At some level, if we take scientific theories seriously as descriptions of the world out there, and not merely tools for prediction, then we have to assume some sort of isomorphism between the map (our theory) and the territory (the world), even if they're not the same thing. This isn't only for quantum theory.
> we have to assume some sort of isomorphism between the map (our theory) and the territory (the world)
But a mathematical model != a theoretical model. The very same mathematical model will be compatible with uncountably many theoretical models. (By 'theoretical model' I mean something like 'an interpretation of what the math is representing'.)So you can't read off theoretical structure from mathematical structure. And so you can't read off the structure of the world from mathematical structure.

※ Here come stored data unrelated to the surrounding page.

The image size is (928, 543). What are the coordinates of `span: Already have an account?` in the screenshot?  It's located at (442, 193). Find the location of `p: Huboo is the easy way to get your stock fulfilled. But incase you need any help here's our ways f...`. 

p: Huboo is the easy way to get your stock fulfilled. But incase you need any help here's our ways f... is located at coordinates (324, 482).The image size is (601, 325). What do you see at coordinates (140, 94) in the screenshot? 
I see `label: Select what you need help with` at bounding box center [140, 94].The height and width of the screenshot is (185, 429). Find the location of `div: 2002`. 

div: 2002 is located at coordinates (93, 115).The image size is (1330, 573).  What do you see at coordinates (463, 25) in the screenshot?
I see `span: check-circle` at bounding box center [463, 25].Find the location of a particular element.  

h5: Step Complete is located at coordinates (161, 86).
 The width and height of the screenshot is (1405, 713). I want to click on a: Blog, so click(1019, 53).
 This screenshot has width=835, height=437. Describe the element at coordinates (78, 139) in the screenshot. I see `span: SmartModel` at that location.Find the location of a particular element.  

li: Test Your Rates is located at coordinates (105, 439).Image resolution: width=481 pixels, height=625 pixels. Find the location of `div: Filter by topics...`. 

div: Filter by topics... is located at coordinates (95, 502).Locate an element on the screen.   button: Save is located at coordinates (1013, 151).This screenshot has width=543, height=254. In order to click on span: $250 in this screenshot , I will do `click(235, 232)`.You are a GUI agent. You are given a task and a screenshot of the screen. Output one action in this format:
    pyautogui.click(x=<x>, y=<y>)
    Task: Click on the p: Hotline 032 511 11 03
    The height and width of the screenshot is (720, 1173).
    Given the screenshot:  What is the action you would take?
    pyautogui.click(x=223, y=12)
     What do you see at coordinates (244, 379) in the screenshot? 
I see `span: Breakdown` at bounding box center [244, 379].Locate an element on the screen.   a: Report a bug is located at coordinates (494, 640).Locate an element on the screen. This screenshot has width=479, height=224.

> (By 'theoretical model' I mean something like 'an interpretation of what the math is representing'.)So you can't read off theoretical structure from mathematical structure. And so you can't read off the structure of the world from mathematical structure.
Occam's razor favours a theoretical model that corresponds more closely to the mathematics, rather than one that adds a bunch of epicycles to arrive at a different interpretation. If you follow your logic then you can never reject geocentrism, because it's possible to create a geocentric model that generates the same predictions as a heliocentric one; nevertheless we would generally say that heliocentrism is "more true" and "more physically real" than geocentrism.
Physics tends to be simpler than we originally thought, and Occam's razor correctly predicts this: electricity, magnetism, and light turn out to be facets of the same phenomenon, electricity and the nuclear forces turn out to conform to the same theory, electromagnetism, gravity, and spacetime turn out to behave in the same way. Your link's lazy "11 dimensions! OMG!!!1one" non-argument is in no way an adequate refutation of that history.
You're cherry picking. You pick the places where Occam's razor picks the correct answer and ignoring all the places it doesn't. For any new situation we can't predict which of those possibilities the answer will fall. Hence my statement that Occam's razor has no predictive powers.
I just linked to the first article I found that talked about the subject. And it's interesting that you look for something lazy instead of addressing more serious issues like Newton's model vs Einstien's. Very clearly the (much!) more complex answer is more correct than the simple one. Here's [1] another link discussing the issue and gives 2 examples.
> I just linked to the first article I found that talked about the subject. And it's interesting that you look for something lazy instead of addressing more serious issues like Newton's model vs Einstien's.
You should give links you're willing to stand by. I didn't go looking for something lazy, I went looking for talk about fundamental physics (where Occam's Razor is appropriate, and what we're talking about) and found only the barely even wrong throwaway line about M-theory.
> Very clearly the (much!) more complex answer is more correct than the simple one.
Newton and Einstein don't make the same predictions. When you include the amount that you'd have to add on to Newton's theory to generate the predictions Einstein gives you about the behaviour of light, Einstein ends up simpler.
> Here's [1] another link discussing the issue and gives 2 examples.
The "new particle" example shows the opposite of what's claimed. Bethe's only reason to dismiss a new particle as an explanation was Occam's razor. The part about Newton/Einstein is just wrong about the history; relativity wasn't developed as an effort to explain the orbit of Mercury, it was developed out of Maxwell and Lorentz's work on electromagnetism. A universe in which the only reason to believe relativity was those deviations in the orbit of Mercury probably would be a universe in which the true theory was Newtonian gravity with small correction terms, not a universe in which relativity was true.
>Bethe's only reason to dismiss a new particle as an explanation was Occam's razor.
Thank you for pointing out the other fault of Occam's razor: both sides of most arguments tend to assume the razor is on their side. This aspect was addressed in the second article I linked.
It's possible to make a mistake in the application of any principle, particularly when the mistake suggests you've made an important discovery. I think there would have been a clear consensus among third-party physicists that the razor favoured Bethe in that case.
But what does 'corresponds more closely to the mathematics' mean? The relevant point is just that the mathematics, alone, doesn't settle the theoretical question.
In general, it's hard to use Occam's razor in a non-question-begging way.
Well, the mathematics describes reality. If humans can't agree about whether one way of interpreting the mathematics in human terms is more or less complex than another way of doing so, then that's a human problem and potentially insoluble. But I don't think things are actually that bad: people are generally capable of reaching consensus about what a given piece of mathematics "means", and the relevant cases here are pretty clear-cut: either we interpret the wavefunction as being physical reality, or we interpret some derived structure as being physical reality, and the latter gets us further away from the wavefunction.
Isomorphism, yes, exactly—that's the basic principle of a map: it's a description that enables us to make predictions about the territory, because it's possible to put the two into systematic correspondence. However once you start considering the 'representational' features of the map, which aren't an essential part of the isomorphism, as equally real (because you've made the simplification: dealing with the map is the same as dealing with the territory—our minds are predisposed to do this in many cases)—then you're in trouble.